F2P GAAS punishes mediocrity severely on the market. You can't release a worse version of Fortnite a year later because gamers want the best. They aren't cheap, throwaway experiences. Multiplayer requires real advancement and uniqueness in the market in order to get noticed and cultivate a player base.

Mediocrity is punished because gamers are constantly fed in MP. We aren't desperate.

A good game sells. GAAS aren't good games. They are unfinished games. Just because you are gullible enough to buy and gladly bend over for companies to continue to rail you doesn't mean others are.
 

EN250

Member
The reason why this is false...

SP games can release mediocrity repeatedly because SP gamers throw out games so quickly. Calisto Protocol...Dead Space Remake...Resident Evil 4 Remake...Play a game in a week or two and you immediately start thirsting for the next similar (not better) experience.

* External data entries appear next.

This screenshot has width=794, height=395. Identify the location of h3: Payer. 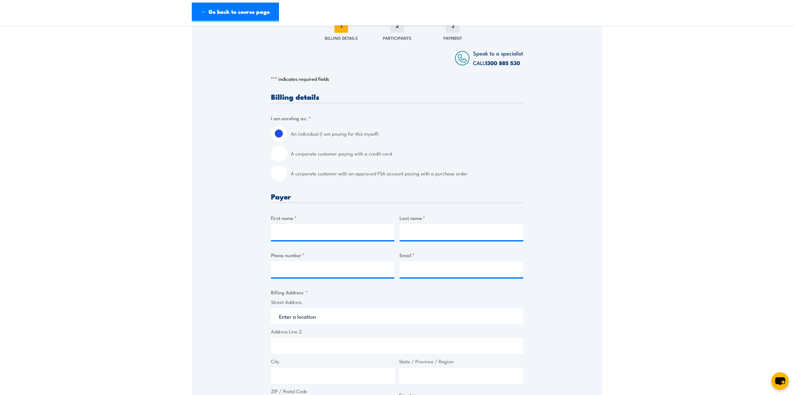
(397, 196).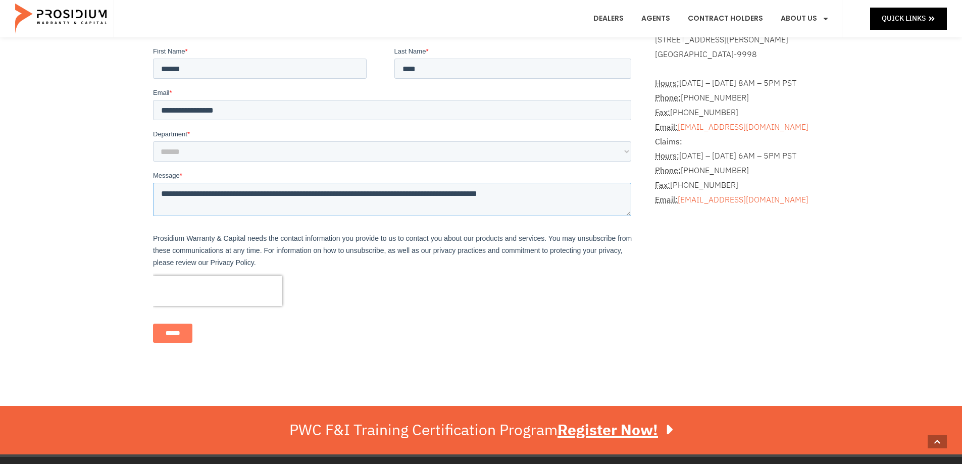 This screenshot has width=962, height=464. Describe the element at coordinates (908, 18) in the screenshot. I see `a: Quick Links` at that location.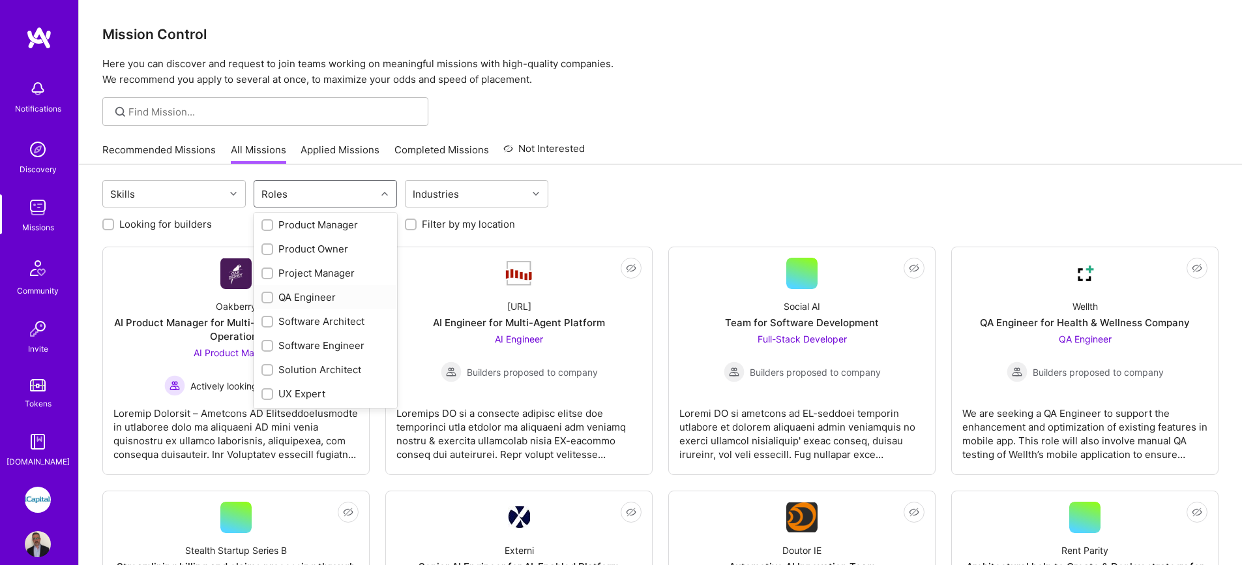 The image size is (1242, 565). I want to click on a: All Missions, so click(258, 153).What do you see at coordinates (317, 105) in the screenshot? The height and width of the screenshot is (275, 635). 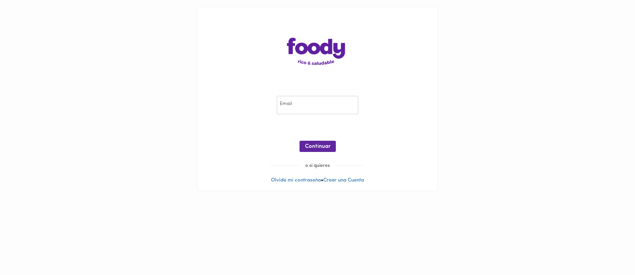 I see `input: pepitoperez@gmail.com` at bounding box center [317, 105].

Mediocrity thrives because gamers are constantly starved in SP.

F2P GAAS punishes mediocrity severely on the market. You can't release a worse version of Fortnite a year later because gamers want the best. They aren't cheap, throwaway experiences. Multiplayer requires real advancement and uniqueness in the market in order to get noticed and cultivate a player base.

Mediocrity is punished because gamers are constantly fed in MP. We aren't desperate.

SP games are not "mediocrity" and people buy and thirst for the next game because that's how SP games works, you play, do everything you want with them and move on, Open World games work the same, just add more padding to fill the maps, to take more time to finish, but when players are done, they proceed to the next game they want, since when that's a bad thing?
 
SP games are not "mediocrity" and people buy and thirst for the next game because that's how SP games works, you play, do everything you want with them and move on, Open World games work the same, just add more padding to fill the maps, to take more time to finish, but when players are done, they proceed to the next game they want, since when that's a bad thing?

You can spin things the way you want.

It's undeniable that multiplayer games are more "fun" of the two, for most part.

But you can spin it into endless, meaningless grind like a lot of posts are doing here.